Filgotinib works by blocking inflammation-linked Janus kinase (JAK) proteins. The drug is designed to be more selective and therefore safer than approved drugs of the same class, such as Pfizer’s tofacitinib. This therefore brings some irony to last year’s FDA rejection based on safety concerns. Filgotinib was also the star candidate in Gilead’s portfolio — before remdesivir, a drug designed to treat Covid-19, took its place amid the raging Covid-19 pandemic last year.
However, this isn’t the end of the road for filgotinib. The companies are awaiting the potential EU approval of the drug in ulcerative colitis, and are developing it for other inflammatory disease indications.
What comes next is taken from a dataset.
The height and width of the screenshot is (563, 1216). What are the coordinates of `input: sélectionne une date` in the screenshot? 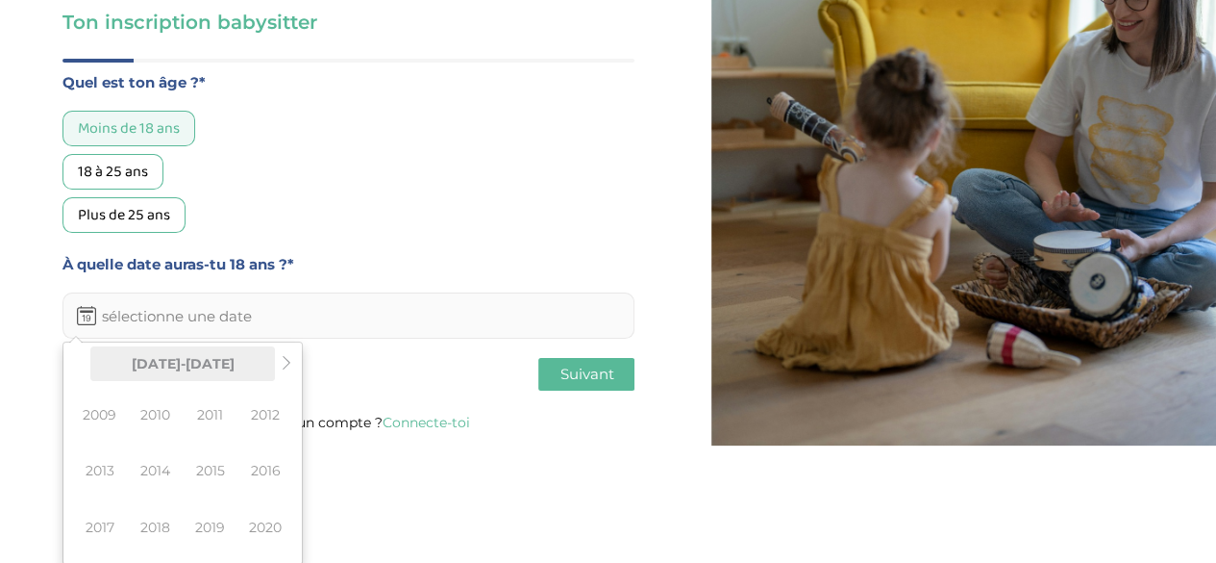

According to interim safety results from two phase II studies released today, men given filgotinib appeared to have no more sperm count problems than the placebo group. These results were hailed by company officials as good news. If the full results continue to back up filgotinib, they could be key to swaying the FDA in favor of the drug.
“Gilead’s commitment to inflammation continues through our 10-year collaboration with Galapagos and our broader pipeline, as we seek to identify and develop new therapies for people living with inflammatory conditions,” a Gilead representative told me.
“In collaboration with Gilead, we have achieved approval of our first medicine, Jyseleca (filgotinib), in Europe, which will be commercialized by Galapagos across the region,” said a Galapagos spokesperson. The company also seemed upbeat about its partnership with Gilead, which has been the subject of intense media speculation in recent weeks.
Galapagos, which posted a net loss of €305M in 2020, is nevertheless well-capitalized, with €5.4B of total current assets at the end of last year.
“What I believe is still unique about Galapagos is their cash position,” Plevier said. “They still have the steering wheel in their own hands and are well-capitalized for repositioning.”
The 2019 deal with Gilead, he adds, is something that helped Galapagos enormously to be in that position. He sees it as a lesson for entrepreneurs.
“If an investor or entrepreneur could capitalize big on something they have developed that is still in an early stage, there are some big advantages of doing so,” Plevier said. “Needless to say, the biggest advantage is capitalizing your company for failures in a later stage.”